Disgruntled3lfDisgruntled3lf Member Posts: 77 ■■■□□□□□□□
So, I'm taking the second part of L+ in two days. I've watched the linuxacademy videos and plan to spend today reviewing their labs and study guide. Tomorrow is the same. My question is about the substance of the test. Is it heavily weighted to fill in the blanks? (Like the 101) Do I need to know the flags or is an understanding of the command enough (again like the 101)? I BARELY passed the 101 and I'm nervous.

Comments

  • PupilPupil Member Posts: 168
    User/Group Management, Networking, and X-Window system are the largest parts of the 2nd exam. I don't recall questions asking for flags. Know the commands and location (path names) of common configuration files.
  • Disgruntled3lfDisgruntled3lf Member Posts: 77 ■■■□□□□□□□
    Thanks. I'll focus my attentions there.
  • Disgruntled3lfDisgruntled3lf Member Posts: 77 ■■■□□□□□□□
    Did not pass. Got a 480 and needed a 500. Had a bunch of fill in the blanks and some required all flags and options. There were a couple things on there that I'd never seen or heard of.
  • eciumecium Member Posts: 6 ■□□□□□□□□□
    Hey hi... sorry you missed but this will help you in the next time.

    As you.. i will take the exam in two days... and i am worried about the same you are talking... the fill in the blank questions.

    did these questions clearly state how to correctly answer?

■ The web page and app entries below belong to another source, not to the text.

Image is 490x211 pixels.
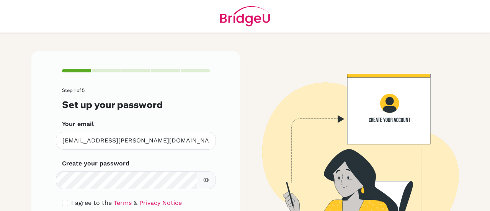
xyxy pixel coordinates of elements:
input: Insert your email* [56,132,216,150]
span: & [134,199,138,206]
a: Privacy Notice [139,199,182,206]
a: Terms [114,199,132,206]
span: Step 1 of 5 [62,87,85,93]
span: I agree to the [71,199,112,206]
label: Create your password [62,159,129,168]
h3: Set up your password [62,99,210,110]
label: Your email [62,120,94,129]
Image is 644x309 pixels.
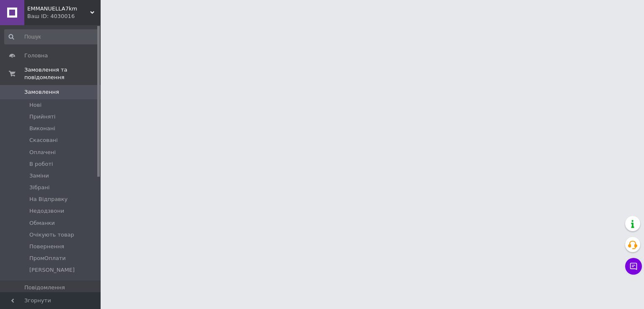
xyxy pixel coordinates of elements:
span: Скасовані [30,136,58,144]
span: Зібрані [30,184,49,192]
span: Повідомлення [24,284,65,292]
span: Виконані [30,125,55,133]
span: Головна [24,52,48,60]
div: Ваш ID: 4030016 [28,12,100,20]
span: Очікують товар [30,232,74,239]
span: Нові [30,102,41,109]
span: Повернення [30,243,64,251]
span: Недодзвони [30,207,64,215]
span: Обманки [30,220,55,227]
button: Чат з покупцем [626,258,642,275]
span: Заміни [30,173,49,180]
input: Пошук [4,30,99,45]
span: Замовлення та повідомлення [24,66,100,81]
span: На Відправку [30,196,68,203]
span: ПромОплати [30,255,66,262]
span: Прийняті [30,113,55,121]
span: EMMANUELLA7km [28,5,90,12]
span: Замовлення [24,89,59,96]
span: Оплачені [30,149,56,156]
span: В роботі [30,161,53,168]
span: [PERSON_NAME] [30,266,75,274]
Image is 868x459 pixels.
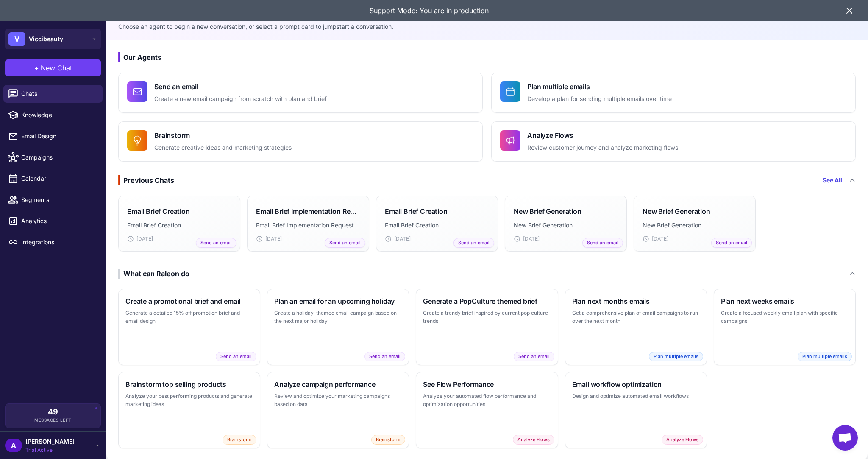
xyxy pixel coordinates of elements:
[256,235,360,242] div: [DATE]
[416,289,558,365] button: Generate a PopCulture themed briefCreate a trendy brief inspired by current pop culture trendsSen...
[274,379,402,390] h3: Analyze campaign performance
[118,53,856,62] h3: Our Agents
[267,289,409,365] button: Plan an email for an upcoming holidayCreate a holiday-themed email campaign based on the next maj...
[222,435,256,444] span: Brainstorm
[126,379,253,390] h3: Brainstorm top selling products
[5,29,101,49] button: VViccibeauty
[823,176,843,185] a: See All
[25,436,75,446] span: [PERSON_NAME]
[4,170,102,188] a: Calendar
[154,82,327,92] h4: Send an email
[128,221,232,230] p: Email Brief Creation
[126,296,253,306] h3: Create a promotional brief and email
[385,235,489,242] div: [DATE]
[22,153,96,162] span: Campaigns
[572,296,700,306] h3: Plan next months emails
[35,417,71,423] span: Messages Left
[572,309,700,325] p: Get a comprehensive plan of email campaigns to run over the next month
[385,207,448,216] h3: Email Brief Creation
[527,143,678,153] p: Review customer journey and analyze marketing flows
[416,372,558,449] button: See Flow PerformanceAnalyze your automated flow performance and optimization opportunitiesAnalyze...
[267,372,409,449] button: Analyze campaign performanceReview and optimize your marketing campaigns based on dataBrainstorm
[643,207,710,216] h3: New Brief Generation
[4,148,102,166] a: Campaigns
[118,268,190,279] div: What can Raleon do
[4,106,102,124] a: Knowledge
[527,130,678,141] h4: Analyze Flows
[126,309,253,325] p: Generate a detailed 15% off promotion brief and email design
[513,435,555,444] span: Analyze Flows
[22,89,96,99] span: Chats
[714,289,856,365] button: Plan next weeks emailsCreate a focused weekly email plan with specific campaignsPlan multiple emails
[4,191,102,208] a: Segments
[583,237,623,248] span: Send an email
[721,309,848,325] p: Create a focused weekly email plan with specific campaigns
[256,207,360,216] h3: Email Brief Implementation Request
[35,63,39,73] span: +
[423,379,551,390] h3: See Flow Performance
[565,372,708,449] button: Email workflow optimizationDesign and optimize automated email workflowsAnalyze Flows
[832,425,858,451] div: Open chat
[798,352,852,361] span: Plan multiple emails
[643,235,747,242] div: [DATE]
[453,237,495,248] span: Send an email
[274,309,402,325] p: Create a holiday-themed email campaign based on the next major holiday
[274,391,402,408] p: Review and optimize your marketing campaigns based on data
[154,143,292,153] p: Generate creative ideas and marketing strategies
[154,130,292,141] h4: Brainstorm
[118,289,260,365] button: Create a promotional brief and emailGenerate a detailed 15% off promotion brief and email designS...
[711,237,752,248] span: Send an email
[22,216,96,225] span: Analytics
[274,296,402,306] h3: Plan an email for an upcoming holiday
[4,84,102,102] a: Chats
[29,35,63,44] span: Viccibeauty
[527,82,672,92] h4: Plan multiple emails
[365,352,405,361] span: Send an email
[385,221,489,230] p: Email Brief Creation
[662,435,703,444] span: Analyze Flows
[423,296,551,306] h3: Generate a PopCulture themed brief
[4,128,102,145] a: Email Design
[372,435,405,444] span: Brainstorm
[25,446,75,453] span: Trial Active
[325,237,365,248] span: Send an email
[48,408,58,416] span: 49
[118,72,483,113] button: Send an emailCreate a new email campaign from scratch with plan and brief
[492,121,856,161] button: Analyze FlowsReview customer journey and analyze marketing flows
[154,94,327,104] p: Create a new email campaign from scratch with plan and brief
[572,391,700,400] p: Design and optimize automated email workflows
[40,63,72,73] span: New Chat
[514,221,618,230] p: New Brief Generation
[22,237,96,247] span: Integrations
[4,233,102,251] a: Integrations
[8,32,25,46] div: V
[196,237,236,248] span: Send an email
[423,309,551,325] p: Create a trendy brief inspired by current pop culture trends
[22,174,96,183] span: Calendar
[22,131,96,141] span: Email Design
[527,94,672,104] p: Develop a plan for sending multiple emails over time
[118,22,856,31] p: Choose an agent to begin a new conversation, or select a prompt card to jumpstart a conversation.
[643,221,747,230] p: New Brief Generation
[118,176,175,185] div: Previous Chats
[216,352,256,361] span: Send an email
[128,235,232,242] div: [DATE]
[256,221,360,230] p: Email Brief Implementation Request
[22,110,96,119] span: Knowledge
[5,59,101,76] button: +New Chat
[572,379,700,390] h3: Email workflow optimization
[4,212,102,230] a: Analytics
[22,195,96,205] span: Segments
[423,391,551,408] p: Analyze your automated flow performance and optimization opportunities
[492,72,856,113] button: Plan multiple emailsDevelop a plan for sending multiple emails over time
[5,438,22,452] div: A
[128,207,190,216] h3: Email Brief Creation
[118,372,260,449] button: Brainstorm top selling productsAnalyze your best performing products and generate marketing ideas...
[514,352,555,361] span: Send an email
[565,289,708,365] button: Plan next months emailsGet a comprehensive plan of email campaigns to run over the next monthPlan...
[721,296,848,306] h3: Plan next weeks emails
[649,352,703,361] span: Plan multiple emails
[514,235,618,242] div: [DATE]
[126,391,253,408] p: Analyze your best performing products and generate marketing ideas
[118,121,483,161] button: BrainstormGenerate creative ideas and marketing strategies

    I hope you can help me... thabks
  • Disgruntled3lfDisgruntled3lf Member Posts: 77 ■■■□□□□□□□
    Yeah. They were specific about how they wanted it answered.
  • PupilPupil Member Posts: 168
    That's sad to hear. What exam objectives gave you trouble?
  • Disgruntled3lfDisgruntled3lf Member Posts: 77 ■■■□□□□□□□
    apparently all of them... my particular issues that I remember were subnetting (ie ipadress/29 starts on what address and includes how many usable addresses?), the different bash config files (.bash_profile vs ~.profile) and what goes in each, and the location of config files (CUPS config). I also didn't know what went in nsswitch and I missed a couple resolve.conf questions.
  • tescosamoatescosamoa Member Posts: 15 ■■■□□□□□□□
    if you have the Subnetting **** sheet by Jeremy Stretch print it and look at the CIDR and the addresses. You will notice a pattern and can use that as the building block to understand subnetting. Then use one of those easy way to subnet examples and go through and do this for every CIDR on the subnet chart. When you think you have the theory down continue to finish all the subnets off. Then everyday pick a different subnet and go through and write out the answer. Then explain why this is the answer. That will get you past the subnetting. For the profile files draw out a diagram of the files and the order they occur with a quick bullet on what each one does. Repeat this over and over until you have it done and you understand the order and why. Same with the DNS files. It follows a flow from one flat file into another. Build the flow chart with a bullet on what each file does and follow through the logic of each file. As for the file locations you will need to revisit the filesystem structure (FHS)of linux and remember that the majority of files are located in an exact predictable directory with predictable .extension.

    Hope that helps.
  • APLAPL Registered Users Posts: 3 ■□□□□□□□□□
    Disgruntled3lf: "Did not pass. Got a 480 and needed a 500. Had a bunch of fill in the blanks and some required all flags and options. There were a couple things on there that I'd never seen or heard of."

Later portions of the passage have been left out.